▶ Task input

*** Block opens ***

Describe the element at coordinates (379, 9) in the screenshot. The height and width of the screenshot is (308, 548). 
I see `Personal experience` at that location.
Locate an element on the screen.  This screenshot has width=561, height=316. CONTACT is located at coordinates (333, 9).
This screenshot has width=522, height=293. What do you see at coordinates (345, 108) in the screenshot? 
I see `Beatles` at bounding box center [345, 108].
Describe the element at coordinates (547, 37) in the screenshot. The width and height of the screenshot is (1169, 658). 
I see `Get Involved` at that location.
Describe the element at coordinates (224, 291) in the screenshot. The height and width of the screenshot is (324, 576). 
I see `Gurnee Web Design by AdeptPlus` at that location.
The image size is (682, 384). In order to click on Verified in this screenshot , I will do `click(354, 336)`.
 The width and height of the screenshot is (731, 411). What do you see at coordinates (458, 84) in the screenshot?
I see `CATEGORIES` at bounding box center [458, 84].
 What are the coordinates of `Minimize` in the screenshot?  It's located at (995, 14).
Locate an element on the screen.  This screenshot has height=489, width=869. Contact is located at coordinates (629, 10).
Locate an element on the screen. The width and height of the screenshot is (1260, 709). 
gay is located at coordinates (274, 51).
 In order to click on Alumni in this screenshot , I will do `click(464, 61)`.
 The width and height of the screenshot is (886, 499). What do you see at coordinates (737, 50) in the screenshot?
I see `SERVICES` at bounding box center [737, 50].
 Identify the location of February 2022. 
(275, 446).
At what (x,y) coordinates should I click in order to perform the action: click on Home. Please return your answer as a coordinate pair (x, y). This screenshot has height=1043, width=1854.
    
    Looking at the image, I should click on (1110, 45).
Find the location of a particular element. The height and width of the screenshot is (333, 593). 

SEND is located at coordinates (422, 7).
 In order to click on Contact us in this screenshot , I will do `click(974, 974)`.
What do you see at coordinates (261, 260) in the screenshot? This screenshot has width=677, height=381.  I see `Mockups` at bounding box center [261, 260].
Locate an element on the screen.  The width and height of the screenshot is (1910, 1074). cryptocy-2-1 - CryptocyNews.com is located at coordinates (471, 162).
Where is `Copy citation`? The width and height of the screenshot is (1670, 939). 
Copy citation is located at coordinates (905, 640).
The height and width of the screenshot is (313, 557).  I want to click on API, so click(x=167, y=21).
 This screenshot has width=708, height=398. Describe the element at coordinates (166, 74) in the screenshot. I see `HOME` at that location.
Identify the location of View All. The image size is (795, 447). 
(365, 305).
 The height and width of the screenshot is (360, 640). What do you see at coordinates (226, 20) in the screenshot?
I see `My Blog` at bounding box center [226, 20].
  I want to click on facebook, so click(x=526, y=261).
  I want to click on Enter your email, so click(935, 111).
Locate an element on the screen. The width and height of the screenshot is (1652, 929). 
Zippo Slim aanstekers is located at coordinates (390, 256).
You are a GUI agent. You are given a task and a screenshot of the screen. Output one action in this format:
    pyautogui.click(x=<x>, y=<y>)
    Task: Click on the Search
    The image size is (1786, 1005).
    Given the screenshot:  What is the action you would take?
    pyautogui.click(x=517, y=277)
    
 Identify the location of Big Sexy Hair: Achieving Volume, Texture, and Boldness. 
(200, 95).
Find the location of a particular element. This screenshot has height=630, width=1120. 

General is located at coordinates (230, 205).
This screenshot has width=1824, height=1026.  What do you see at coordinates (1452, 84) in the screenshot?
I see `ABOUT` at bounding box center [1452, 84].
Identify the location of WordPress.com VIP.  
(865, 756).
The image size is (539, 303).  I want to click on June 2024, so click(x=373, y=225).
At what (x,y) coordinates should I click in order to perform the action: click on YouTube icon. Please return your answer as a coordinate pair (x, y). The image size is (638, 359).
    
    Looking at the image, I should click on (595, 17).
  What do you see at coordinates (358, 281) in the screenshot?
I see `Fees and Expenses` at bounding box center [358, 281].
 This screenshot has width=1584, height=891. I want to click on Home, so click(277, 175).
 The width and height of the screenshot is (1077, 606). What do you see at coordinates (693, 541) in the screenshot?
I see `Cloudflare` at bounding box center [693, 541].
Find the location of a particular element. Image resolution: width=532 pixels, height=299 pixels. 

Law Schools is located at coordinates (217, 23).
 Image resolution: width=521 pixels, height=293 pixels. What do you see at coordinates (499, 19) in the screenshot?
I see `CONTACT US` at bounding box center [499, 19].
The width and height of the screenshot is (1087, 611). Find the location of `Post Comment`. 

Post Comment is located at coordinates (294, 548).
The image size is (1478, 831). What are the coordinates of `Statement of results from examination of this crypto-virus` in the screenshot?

*** Block closes ***

The response must consist solely of the lines from the one with "Task: Click on the Search" through the end of the listing above, copied exactly; please include the first and the last.

    Task: Click on the Search
    The image size is (1786, 1005).
    Given the screenshot:  What is the action you would take?
    pyautogui.click(x=517, y=277)
    
 Identify the location of Big Sexy Hair: Achieving Volume, Texture, and Boldness. 
(200, 95).
Find the location of a particular element. This screenshot has height=630, width=1120. 

General is located at coordinates (230, 205).
This screenshot has width=1824, height=1026.  What do you see at coordinates (1452, 84) in the screenshot?
I see `ABOUT` at bounding box center [1452, 84].
Identify the location of WordPress.com VIP.  
(865, 756).
The image size is (539, 303).  I want to click on June 2024, so click(x=373, y=225).
At what (x,y) coordinates should I click in order to perform the action: click on YouTube icon. Please return your answer as a coordinate pair (x, y). The image size is (638, 359).
    
    Looking at the image, I should click on (595, 17).
  What do you see at coordinates (358, 281) in the screenshot?
I see `Fees and Expenses` at bounding box center [358, 281].
 This screenshot has width=1584, height=891. I want to click on Home, so click(277, 175).
 The width and height of the screenshot is (1077, 606). What do you see at coordinates (693, 541) in the screenshot?
I see `Cloudflare` at bounding box center [693, 541].
Find the location of a particular element. Image resolution: width=532 pixels, height=299 pixels. 

Law Schools is located at coordinates (217, 23).
 Image resolution: width=521 pixels, height=293 pixels. What do you see at coordinates (499, 19) in the screenshot?
I see `CONTACT US` at bounding box center [499, 19].
The width and height of the screenshot is (1087, 611). Find the location of `Post Comment`. 

Post Comment is located at coordinates (294, 548).
The image size is (1478, 831). What are the coordinates of `Statement of results from examination of this crypto-virus` in the screenshot?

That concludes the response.